Professor Greens Buildings With Lichens
There are many ways that a large building, including a multifamily structure, can go green. A Rutgers-Camden professor is at work on a new way to green buildings--both figuratively and quite literally--that involves lichen.
By Dees Stribling, Contributing Editor
New York—There are many ways that a large building, including a multifamily structure, can go green. A Rutgers-Camden professor is at work on a new way to green buildings—both figuratively and quite literally—that involves lichen.
Elizabeth Demaray, an associate professor of fine arts at Rutgers-Camden, is currently cultivating lichen on the sides of New York City skyscrapers to, as she puts it, counteract the lack of native vegetation found in the city. Her “Lichen for Skyscrapers Project” was featured as part of New York’s Art in Odd Places Festival from Oct. 1-10 and is now on view as a site-specific installation in Manhattan on 14th Street between Union Square Park and the Hudson River.
It’s been well established that large urban centers affect local air temperatures, a phenomenon sometimes referred to as “urban heat islands” because urban areas create heat and trap heat. A large part of this process is due to the materials used to built cities, along with architecture of the buildings themselves.
According to Demaray, one of the ways to reduce heat in cities is to cultivate lichen on buildings, which can lower cumulative temperatures by absorbing sunlight and reflecting heat due to its light color palate, while making oxygen and creating green space on the sides of buildings. As a combination of fungi and algae, lichen does not have roots and grows vertically on porous surfaces. It thrives at high altitudes, where it can withstand periods of drought by absorbing water out of the air.
But how to cultivate lichen on buildings to achieve the desired environmental affect, while looking good at the same time? Demaray “plants” the lichen by painting a lichen slurry, a watery mixture, on the sides of the buildings in patterned, geometric shapes. These plantings allow viewers to watch the organic lines of the lichen slowly outgrow the manmade lines of the patterns. If the lichen doesn’t take, it will simply dry up and blow away.
For the Art in Odd Places Festival, Demaray planted small plots of lichen slurry and also installed mature lichen-covered plaques with the permission of several buildings in New York City. Once the slurry is spread into place, it takes about three months for the lichen to propagate.
Demaray says that “there’s no reason lichen can’t be cultivated on large multifamily buildings” (with permission, of course). “Liken likes all sorts of porous surfaces,” she tells MHN.
“I originally created the Lichen for Skyscrapers Project because people in highrises have such a limited connection with the natural world, and it occurred to me that even if you could only open your window a few inches, you could still apply a lichen slurry to your window ledge,” she continues. “But really, in my opinion, any manmade structure could ecologically benefit from a lichen planting.”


▸ Assignment: As you look over the data below, please find each line where the word "pixels" appears, then copy it.
:: Entries provided ::
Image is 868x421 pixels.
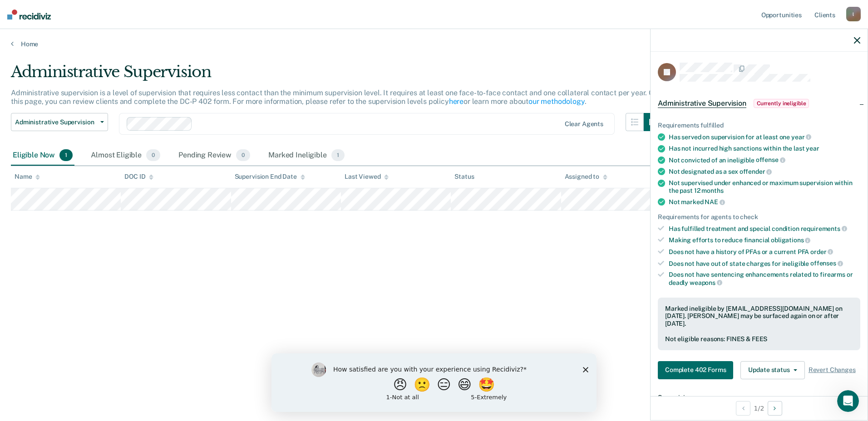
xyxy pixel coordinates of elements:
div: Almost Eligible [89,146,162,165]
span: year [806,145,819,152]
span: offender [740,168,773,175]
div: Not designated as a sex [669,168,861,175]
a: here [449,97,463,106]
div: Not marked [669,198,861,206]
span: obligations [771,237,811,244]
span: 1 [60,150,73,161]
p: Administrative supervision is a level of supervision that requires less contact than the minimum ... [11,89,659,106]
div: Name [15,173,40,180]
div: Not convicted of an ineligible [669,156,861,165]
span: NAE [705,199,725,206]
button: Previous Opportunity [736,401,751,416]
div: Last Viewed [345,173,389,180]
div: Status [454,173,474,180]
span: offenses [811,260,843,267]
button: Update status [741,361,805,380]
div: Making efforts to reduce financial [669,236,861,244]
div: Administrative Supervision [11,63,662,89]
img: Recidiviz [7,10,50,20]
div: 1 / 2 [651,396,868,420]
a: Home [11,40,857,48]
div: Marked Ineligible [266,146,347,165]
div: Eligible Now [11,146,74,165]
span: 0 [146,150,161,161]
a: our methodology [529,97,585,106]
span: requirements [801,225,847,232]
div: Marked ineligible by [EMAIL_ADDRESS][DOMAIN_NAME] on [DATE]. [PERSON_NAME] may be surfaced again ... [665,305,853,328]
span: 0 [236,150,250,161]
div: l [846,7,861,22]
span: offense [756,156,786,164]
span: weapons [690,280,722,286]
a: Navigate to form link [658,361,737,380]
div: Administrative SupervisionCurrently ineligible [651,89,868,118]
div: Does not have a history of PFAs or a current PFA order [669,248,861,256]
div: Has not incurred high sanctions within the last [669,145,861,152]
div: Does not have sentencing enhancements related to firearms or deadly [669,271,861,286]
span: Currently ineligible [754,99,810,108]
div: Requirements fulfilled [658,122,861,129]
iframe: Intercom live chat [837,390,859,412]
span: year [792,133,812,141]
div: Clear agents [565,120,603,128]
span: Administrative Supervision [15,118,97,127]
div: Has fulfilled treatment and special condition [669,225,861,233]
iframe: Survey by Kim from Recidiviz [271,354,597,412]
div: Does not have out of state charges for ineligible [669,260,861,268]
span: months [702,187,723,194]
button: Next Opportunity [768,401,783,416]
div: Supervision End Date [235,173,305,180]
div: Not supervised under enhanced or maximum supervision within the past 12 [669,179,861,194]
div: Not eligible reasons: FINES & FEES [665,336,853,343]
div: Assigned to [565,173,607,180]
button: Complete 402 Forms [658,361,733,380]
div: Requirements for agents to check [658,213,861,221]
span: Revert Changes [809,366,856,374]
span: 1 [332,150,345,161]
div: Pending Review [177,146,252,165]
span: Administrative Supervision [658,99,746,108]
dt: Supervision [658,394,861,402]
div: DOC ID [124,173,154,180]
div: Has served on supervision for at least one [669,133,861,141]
:::
:: Entries provided ::
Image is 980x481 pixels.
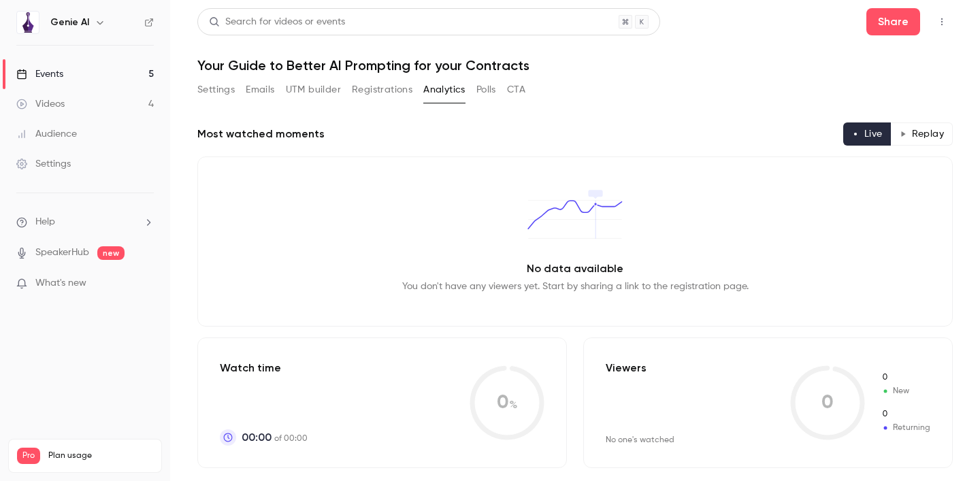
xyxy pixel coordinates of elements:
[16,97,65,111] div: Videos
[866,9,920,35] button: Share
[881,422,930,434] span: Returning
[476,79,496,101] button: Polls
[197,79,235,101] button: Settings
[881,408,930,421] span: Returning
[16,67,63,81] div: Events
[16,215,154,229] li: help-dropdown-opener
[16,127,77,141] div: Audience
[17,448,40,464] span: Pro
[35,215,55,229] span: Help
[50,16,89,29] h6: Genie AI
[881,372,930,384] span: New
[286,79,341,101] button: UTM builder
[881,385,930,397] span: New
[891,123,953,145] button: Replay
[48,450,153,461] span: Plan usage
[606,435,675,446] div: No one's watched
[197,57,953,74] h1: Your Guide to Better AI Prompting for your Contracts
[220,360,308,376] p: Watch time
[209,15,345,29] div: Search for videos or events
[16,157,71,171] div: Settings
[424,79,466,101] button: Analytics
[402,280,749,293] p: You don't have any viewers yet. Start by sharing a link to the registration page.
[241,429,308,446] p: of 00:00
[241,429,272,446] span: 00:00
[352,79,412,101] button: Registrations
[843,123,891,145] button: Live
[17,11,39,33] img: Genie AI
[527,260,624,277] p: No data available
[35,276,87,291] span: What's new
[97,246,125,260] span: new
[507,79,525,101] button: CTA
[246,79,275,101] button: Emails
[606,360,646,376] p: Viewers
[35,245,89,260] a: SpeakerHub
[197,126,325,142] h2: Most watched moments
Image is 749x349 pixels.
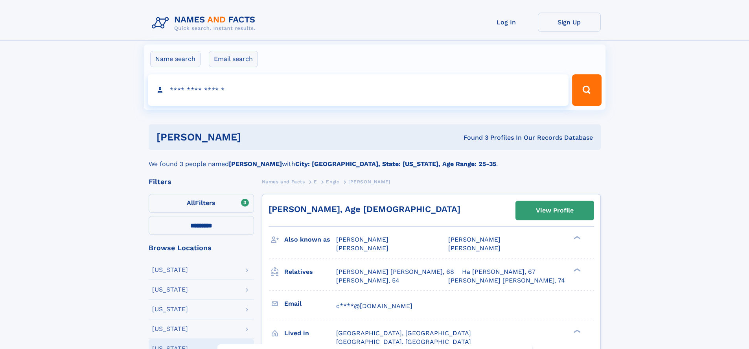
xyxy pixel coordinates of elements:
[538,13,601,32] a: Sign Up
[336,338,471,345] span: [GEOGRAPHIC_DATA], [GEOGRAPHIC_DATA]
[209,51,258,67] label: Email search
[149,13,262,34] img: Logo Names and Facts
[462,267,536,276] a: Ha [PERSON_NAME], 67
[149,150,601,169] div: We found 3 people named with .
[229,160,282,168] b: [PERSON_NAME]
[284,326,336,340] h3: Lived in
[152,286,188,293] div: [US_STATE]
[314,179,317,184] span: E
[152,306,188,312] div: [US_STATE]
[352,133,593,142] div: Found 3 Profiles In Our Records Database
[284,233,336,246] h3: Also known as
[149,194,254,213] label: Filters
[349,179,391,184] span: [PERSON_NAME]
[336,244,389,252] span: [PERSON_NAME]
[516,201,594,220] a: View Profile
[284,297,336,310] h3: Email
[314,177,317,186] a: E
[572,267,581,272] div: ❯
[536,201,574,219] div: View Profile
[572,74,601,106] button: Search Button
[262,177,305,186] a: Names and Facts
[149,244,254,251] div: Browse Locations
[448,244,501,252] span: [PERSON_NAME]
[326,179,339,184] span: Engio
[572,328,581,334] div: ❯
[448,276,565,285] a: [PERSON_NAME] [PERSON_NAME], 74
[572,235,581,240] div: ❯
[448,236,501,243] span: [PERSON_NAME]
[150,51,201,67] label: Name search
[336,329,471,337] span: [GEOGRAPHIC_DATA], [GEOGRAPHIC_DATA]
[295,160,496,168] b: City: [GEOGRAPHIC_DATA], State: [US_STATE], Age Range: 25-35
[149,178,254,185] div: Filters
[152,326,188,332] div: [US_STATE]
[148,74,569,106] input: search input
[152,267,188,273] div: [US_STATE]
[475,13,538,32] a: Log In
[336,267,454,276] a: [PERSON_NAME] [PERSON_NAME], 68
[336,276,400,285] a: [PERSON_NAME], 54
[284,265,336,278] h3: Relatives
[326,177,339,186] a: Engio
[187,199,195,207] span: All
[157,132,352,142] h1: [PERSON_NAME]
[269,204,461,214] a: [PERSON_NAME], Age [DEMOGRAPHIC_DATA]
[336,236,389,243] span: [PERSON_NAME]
:::
:: Entries provided ::
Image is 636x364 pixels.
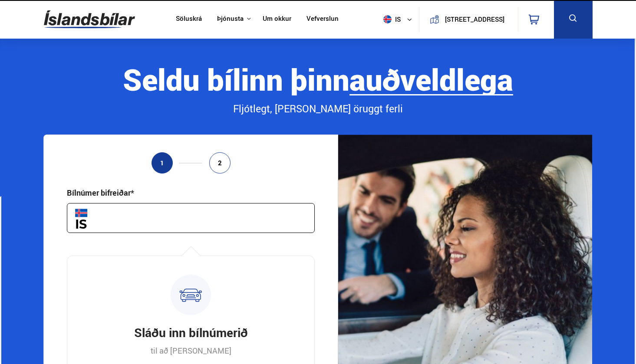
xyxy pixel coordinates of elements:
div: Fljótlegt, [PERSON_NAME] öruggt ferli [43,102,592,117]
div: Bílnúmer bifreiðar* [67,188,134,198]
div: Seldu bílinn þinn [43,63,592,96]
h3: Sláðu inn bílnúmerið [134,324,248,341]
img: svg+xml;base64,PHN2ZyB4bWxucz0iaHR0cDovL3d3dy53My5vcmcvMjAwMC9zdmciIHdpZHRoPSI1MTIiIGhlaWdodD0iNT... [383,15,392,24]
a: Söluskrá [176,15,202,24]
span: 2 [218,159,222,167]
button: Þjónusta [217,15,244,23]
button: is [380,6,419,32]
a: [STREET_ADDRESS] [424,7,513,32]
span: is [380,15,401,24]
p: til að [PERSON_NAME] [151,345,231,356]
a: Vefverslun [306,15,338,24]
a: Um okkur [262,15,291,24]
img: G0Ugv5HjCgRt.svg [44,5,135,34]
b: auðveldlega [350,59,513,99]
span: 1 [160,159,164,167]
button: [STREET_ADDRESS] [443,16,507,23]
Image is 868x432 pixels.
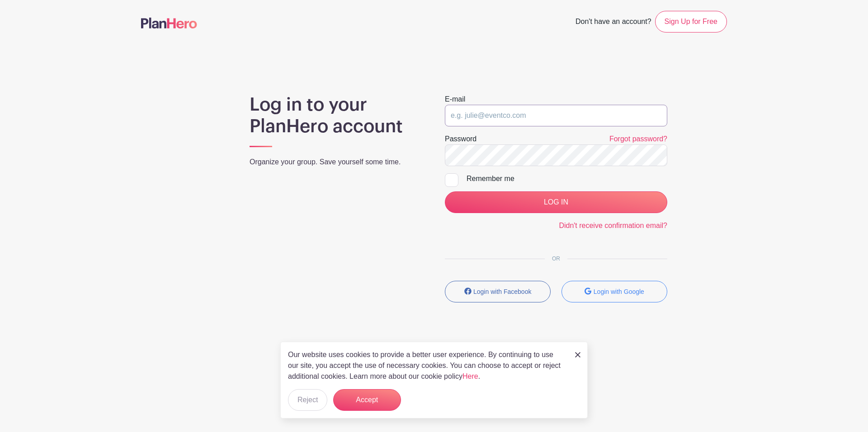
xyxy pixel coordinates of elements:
:::
▸ Response:
Image is 868x421 pixels.
Image is 980x481 pixels.
Image is 749x349 pixels.
Image is 636x364 pixels.
Image is 868x432 pixels.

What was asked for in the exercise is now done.